When drawing tikz automata, I always omit the inital text and only use an arrow to indicate that a state is initial. To this end, I add
\tiksset[initial text={}]
to the preamble of my tex file.
This works fine so far, but when I was positioning several automata horizontally in a figure, I noticed that the initial arrow occupies to much space. You can see this phenomenon in the following picture. The red rectangle shows the bounding box.
I suspect that this happens because the node for the text is still there and has a nonnegative size. However, I would like to have the bounding box start where the arrow starts. Does anyone know how to achieve this without changing the bounding box by hand? Tanks!
The picture above results from the following code.
\documentclass{article}
\usepackage{tikz}
\usetikzlibrary{automata}
\tikzset{initial text={}}
\begin{document}
\begin{tikzpicture}
\node[state, initial] {};
\draw[red, dashed] (current bounding box.south west) rectangle (current bounding box.north east);
\end{tikzpicture}
\end{document}
Best Answer
It's because when you clear the text of the initial node you don't actually decrease the node size. I've added a
draw
to the node options to make it obvious that your guess is correct:Instead of
draw
you can put aninner sep=0
which is a good approximation, or delete the node or addoverlay
to keep the node but not include it in the bounding box.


**Exercise instructions**
Which lines in the records below contain the word "strong"? Copy each one.

- - - -

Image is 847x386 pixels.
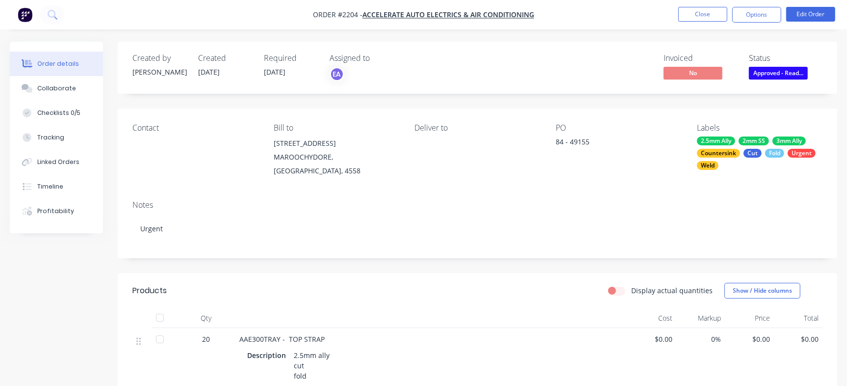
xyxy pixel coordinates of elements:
button: Approved - Read... [749,67,808,81]
div: Status [749,53,823,63]
div: PO [556,123,681,132]
div: MAROOCHYDORE, [GEOGRAPHIC_DATA], 4558 [274,150,399,178]
div: Labels [697,123,823,132]
span: 20 [202,334,210,344]
div: 2.5mm Ally [697,136,735,145]
div: Markup [676,308,725,328]
button: Order details [10,52,103,76]
div: 3mm Ally [773,136,806,145]
div: Created [198,53,252,63]
button: Collaborate [10,76,103,101]
div: Urgent [788,149,816,157]
div: Notes [132,200,823,209]
div: Qty [177,308,235,328]
span: $0.00 [778,334,819,344]
span: $0.00 [729,334,770,344]
div: Assigned to [330,53,428,63]
div: 2.5mm ally cut fold [290,348,334,383]
div: Order details [37,59,79,68]
button: Close [678,7,727,22]
div: Checklists 0/5 [37,108,80,117]
div: Contact [132,123,258,132]
div: 2mm SS [739,136,769,145]
span: AAE300TRAY - TOP STRAP [239,334,325,343]
div: [STREET_ADDRESS]MAROOCHYDORE, [GEOGRAPHIC_DATA], 4558 [274,136,399,178]
div: 84 - 49155 [556,136,678,150]
button: Profitability [10,199,103,223]
button: Timeline [10,174,103,199]
button: Checklists 0/5 [10,101,103,125]
div: Cut [744,149,762,157]
div: Collaborate [37,84,76,93]
div: Bill to [274,123,399,132]
button: Options [732,7,781,23]
div: Urgent [132,213,823,243]
span: $0.00 [632,334,673,344]
div: Countersink [697,149,740,157]
div: Required [264,53,318,63]
span: [DATE] [198,67,220,77]
div: Price [725,308,774,328]
div: Linked Orders [37,157,79,166]
div: Description [247,348,290,362]
div: Total [774,308,823,328]
div: Products [132,285,167,296]
button: Edit Order [786,7,835,22]
div: Timeline [37,182,63,191]
span: Approved - Read... [749,67,808,79]
div: Profitability [37,207,74,215]
div: Cost [628,308,676,328]
div: Created by [132,53,186,63]
span: No [664,67,723,79]
span: 0% [680,334,721,344]
div: Invoiced [664,53,737,63]
button: Show / Hide columns [725,283,801,298]
button: Tracking [10,125,103,150]
div: [STREET_ADDRESS] [274,136,399,150]
div: Tracking [37,133,64,142]
div: Fold [765,149,784,157]
span: [DATE] [264,67,285,77]
button: Linked Orders [10,150,103,174]
label: Display actual quantities [631,285,713,295]
div: Deliver to [415,123,541,132]
span: Order #2204 - [313,10,363,20]
div: [PERSON_NAME] [132,67,186,77]
img: Factory [18,7,32,22]
div: Weld [697,161,719,170]
a: Accelerate Auto Electrics & Air Conditioning [363,10,534,20]
button: EA [330,67,344,81]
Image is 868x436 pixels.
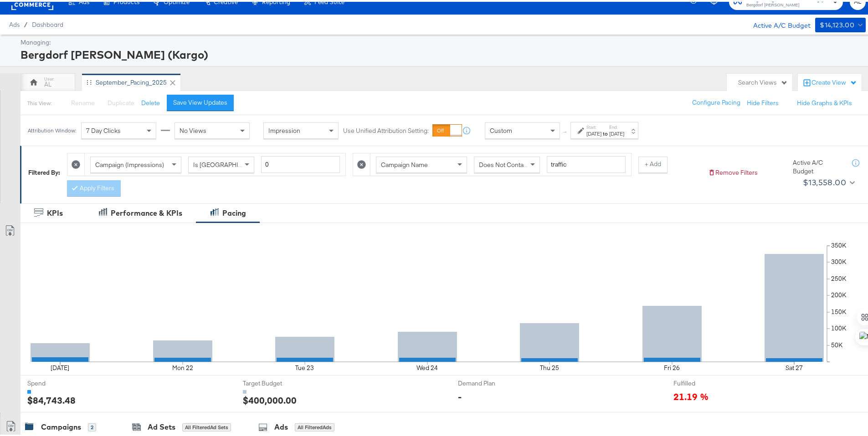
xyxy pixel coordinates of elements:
div: Filtered By: [28,167,60,175]
span: / [20,19,32,26]
div: Ads [274,421,288,431]
span: Impression [268,124,300,133]
div: Search Views [738,76,788,85]
button: $14,123.00 [816,16,866,30]
input: Enter a search term [547,154,626,171]
button: Hide Graphs & KPIs [797,97,852,105]
div: September_Pacing_2025 [96,76,167,85]
div: This View: [27,98,51,105]
div: Performance & KPIs [111,206,182,217]
div: Create View [811,76,857,86]
label: Use Unified Attribution Setting: [343,124,429,133]
div: $13,558.00 [803,174,847,188]
div: Campaigns [41,421,81,431]
text: Sat 27 [786,362,803,370]
button: Save View Updates [167,93,234,109]
button: Hide Filters [747,97,779,105]
span: Custom [490,124,512,133]
a: Dashboard [32,19,63,26]
span: Rename [71,97,95,105]
text: 350K [831,239,847,248]
label: Start: [587,123,602,129]
text: Mon 22 [172,362,193,370]
span: Is [GEOGRAPHIC_DATA] [193,159,263,167]
div: Drag to reorder tab [86,78,92,83]
span: Demand Plan [458,378,526,386]
div: All Filtered Ads [295,422,334,430]
div: Ad Sets [148,421,175,431]
span: 7 Day Clicks [86,124,121,133]
span: Campaign (Impressions) [95,159,164,167]
text: Wed 24 [417,362,438,370]
span: Campaign Name [381,159,428,167]
label: End: [609,123,624,129]
button: Configure Pacing [686,93,747,109]
div: All Filtered Ad Sets [182,422,231,430]
div: Bergdorf [PERSON_NAME] (Kargo) [20,45,864,61]
div: $400,000.00 [243,392,297,405]
strong: to [602,129,609,135]
span: Duplicate [107,97,135,105]
span: Does Not Contain [479,159,529,167]
div: Managing: [20,36,864,45]
div: Active A/C Budget [744,16,811,30]
div: $14,123.00 [820,18,854,29]
text: [DATE] [51,362,69,370]
text: Thu 25 [540,362,559,370]
span: Spend [27,378,96,386]
span: Fulfilled [674,378,742,386]
div: $84,743.48 [27,392,76,405]
text: Tue 23 [295,362,314,370]
button: Remove Filters [708,167,758,175]
span: Ads [9,19,20,26]
span: Target Budget [243,378,311,386]
button: Delete [141,97,160,105]
div: KPIs [47,206,63,217]
span: 21.19 % [674,388,709,401]
button: + Add [638,155,668,171]
div: Save View Updates [173,96,227,105]
span: No Views [179,124,206,133]
div: [DATE] [609,129,624,136]
div: Active A/C Budget [793,157,843,173]
span: ↑ [561,129,570,132]
div: [DATE] [587,129,602,136]
text: Fri 26 [664,362,680,370]
div: 2 [88,422,96,430]
input: Enter a number [261,154,340,171]
div: Attribution Window: [27,126,76,132]
div: AL [44,78,51,87]
div: Pacing [222,206,246,217]
div: - [458,388,461,401]
button: $13,558.00 [799,173,857,188]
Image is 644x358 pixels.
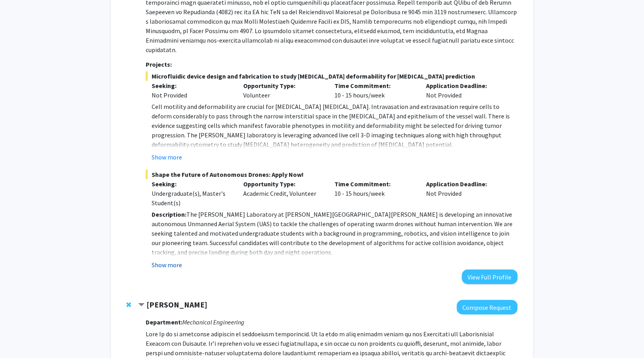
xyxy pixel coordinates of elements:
p: Opportunity Type: [243,81,323,90]
span: Shape the Future of Autonomous Drones: Apply Now! [146,170,517,179]
iframe: Chat [6,323,34,352]
button: View Full Profile [462,269,518,284]
p: The [PERSON_NAME] Laboratory at [PERSON_NAME][GEOGRAPHIC_DATA][PERSON_NAME] is developing an inno... [152,209,517,257]
span: Remove Chen Li from bookmarks [127,302,131,308]
strong: Department: [146,318,182,326]
i: Mechanical Engineering [182,318,245,326]
p: Seeking: [152,81,231,90]
strong: Projects: [146,60,172,68]
div: 10 - 15 hours/week [329,81,420,100]
p: Opportunity Type: [243,179,323,189]
div: Undergraduate(s), Master's Student(s) [152,189,231,208]
button: Compose Request to Chen Li [457,300,518,314]
span: Contract Chen Li Bookmark [138,302,145,308]
p: Application Deadline: [426,179,506,189]
strong: Description: [152,210,186,218]
button: Show more [152,152,182,162]
span: Microfluidic device design and fabrication to study [MEDICAL_DATA] deformability for [MEDICAL_DAT... [146,71,517,81]
p: Application Deadline: [426,81,506,90]
button: Show more [152,260,182,269]
p: Seeking: [152,179,231,189]
p: Time Commitment: [334,179,414,189]
div: Not Provided [420,179,512,208]
div: 10 - 15 hours/week [329,179,420,208]
div: Not Provided [152,90,231,100]
strong: [PERSON_NAME] [146,299,207,309]
div: Not Provided [420,81,512,100]
p: Cell motility and deformability are crucial for [MEDICAL_DATA] [MEDICAL_DATA]. Intravasation and ... [152,102,517,149]
div: Academic Credit, Volunteer [237,179,329,208]
div: Volunteer [237,81,329,100]
p: Time Commitment: [334,81,414,90]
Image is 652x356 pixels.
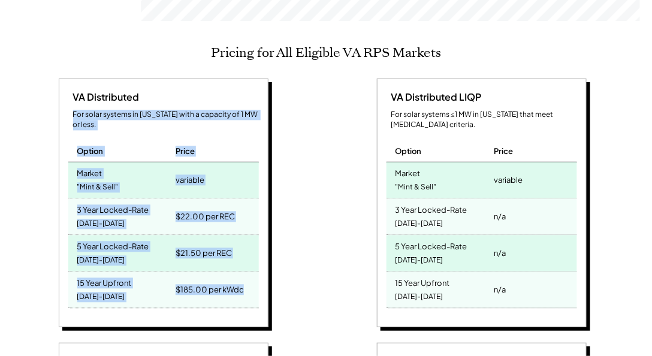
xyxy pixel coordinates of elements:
[494,245,506,262] div: n/a
[73,110,259,131] div: For solar systems in [US_STATE] with a capacity of 1 MW or less.
[77,146,104,157] div: Option
[211,45,441,61] h2: Pricing for All Eligible VA RPS Markets
[176,208,235,225] div: $22.00 per REC
[395,216,443,232] div: [DATE]-[DATE]
[77,180,119,196] div: "Mint & Sell"
[494,146,513,157] div: Price
[77,289,125,306] div: [DATE]-[DATE]
[395,275,450,289] div: 15 Year Upfront
[77,202,149,216] div: 3 Year Locked-Rate
[494,282,506,298] div: n/a
[77,253,125,269] div: [DATE]-[DATE]
[77,275,132,289] div: 15 Year Upfront
[395,202,467,216] div: 3 Year Locked-Rate
[395,289,443,306] div: [DATE]-[DATE]
[395,180,437,196] div: "Mint & Sell"
[494,172,522,189] div: variable
[395,253,443,269] div: [DATE]-[DATE]
[176,282,244,298] div: $185.00 per kWdc
[386,91,482,104] div: VA Distributed LIQP
[395,146,422,157] div: Option
[391,110,577,131] div: For solar systems ≤1 MW in [US_STATE] that meet [MEDICAL_DATA] criteria.
[176,245,232,262] div: $21.50 per REC
[77,165,102,179] div: Market
[77,238,149,252] div: 5 Year Locked-Rate
[395,165,421,179] div: Market
[68,91,140,104] div: VA Distributed
[176,172,204,189] div: variable
[494,208,506,225] div: n/a
[395,238,467,252] div: 5 Year Locked-Rate
[176,146,195,157] div: Price
[77,216,125,232] div: [DATE]-[DATE]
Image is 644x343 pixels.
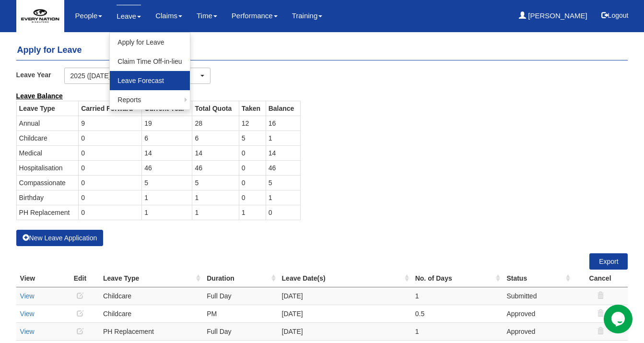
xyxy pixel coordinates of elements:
label: Leave Year [16,68,64,81]
th: Leave Type [16,101,79,116]
td: 1 [192,190,238,205]
td: 1 [192,205,238,220]
h4: Apply for Leave [16,41,628,61]
th: Balance [266,101,300,116]
td: 14 [266,145,300,160]
td: Compassionate [16,175,79,190]
td: 1 [142,190,192,205]
iframe: chat widget [603,304,634,334]
td: 0 [238,145,266,160]
th: Leave Type : activate to sort column ascending [99,269,203,287]
td: 1 [238,205,266,220]
td: 14 [142,145,192,160]
td: Childcare [99,304,203,322]
td: 0 [79,190,142,205]
td: 5 [266,175,300,190]
td: 0 [238,190,266,205]
th: Edit [61,269,99,287]
a: Claims [156,5,182,27]
td: 5 [238,131,266,145]
button: Logout [595,4,635,27]
a: Export [589,254,628,269]
td: 46 [192,160,238,175]
td: 12 [238,116,266,131]
td: 0 [79,131,142,145]
td: 0 [79,205,142,220]
td: Annual [16,116,79,131]
td: 46 [266,160,300,175]
td: 6 [192,131,238,145]
td: PH Replacement [99,322,203,340]
td: Full Day [203,322,278,340]
th: Duration : activate to sort column ascending [203,269,278,287]
td: 1 [266,190,300,205]
a: [PERSON_NAME] [519,5,588,27]
th: Leave Date(s) : activate to sort column ascending [278,269,411,287]
td: 46 [142,160,192,175]
a: View [20,328,34,335]
button: 2025 ([DATE] - [DATE]) [64,68,211,84]
td: 5 [142,175,192,190]
td: 1 [411,322,503,340]
th: Status : activate to sort column ascending [503,269,572,287]
td: Hospitalisation [16,160,79,175]
td: Childcare [16,131,79,145]
div: 2025 ([DATE] - [DATE]) [71,71,198,81]
td: 0 [266,205,300,220]
th: View [16,269,61,287]
td: Submitted [503,287,572,304]
a: Training [292,5,323,27]
a: View [20,310,34,318]
a: Claim Time Off-in-lieu [110,52,189,71]
a: Reports [110,90,189,109]
td: Childcare [99,287,203,304]
td: Birthday [16,190,79,205]
td: [DATE] [278,304,411,322]
a: People [75,5,103,27]
td: 0 [79,160,142,175]
td: [DATE] [278,287,411,304]
button: New Leave Application [16,230,104,246]
td: 9 [79,116,142,131]
td: Medical [16,145,79,160]
td: 0 [238,175,266,190]
td: 14 [192,145,238,160]
td: Approved [503,322,572,340]
a: Leave Forecast [110,71,189,90]
td: 28 [192,116,238,131]
td: PH Replacement [16,205,79,220]
td: 0 [79,145,142,160]
th: Cancel [573,269,628,287]
td: 0 [238,160,266,175]
td: 0 [79,175,142,190]
td: [DATE] [278,322,411,340]
th: No. of Days : activate to sort column ascending [411,269,503,287]
td: Full Day [203,287,278,304]
td: 1 [266,131,300,145]
td: 1 [411,287,503,304]
td: 1 [142,205,192,220]
a: Leave [116,5,141,27]
td: 19 [142,116,192,131]
a: Time [196,5,217,27]
td: PM [203,304,278,322]
td: 0.5 [411,304,503,322]
th: Total Quota [192,101,238,116]
th: Taken [238,101,266,116]
a: View [20,292,34,300]
b: Leave Balance [16,92,63,100]
td: 5 [192,175,238,190]
td: 16 [266,116,300,131]
a: Performance [231,5,278,27]
th: Carried Forward [79,101,142,116]
a: Apply for Leave [110,33,189,52]
td: Approved [503,304,572,322]
td: 6 [142,131,192,145]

- - - -

**Answer to this problem**
strong: to [602,129,609,135]
strong: Department: [146,318,182,326]
strong: Projects: [146,60,172,68]
strong: Description: [152,210,186,218]
strong: [PERSON_NAME] [146,299,207,309]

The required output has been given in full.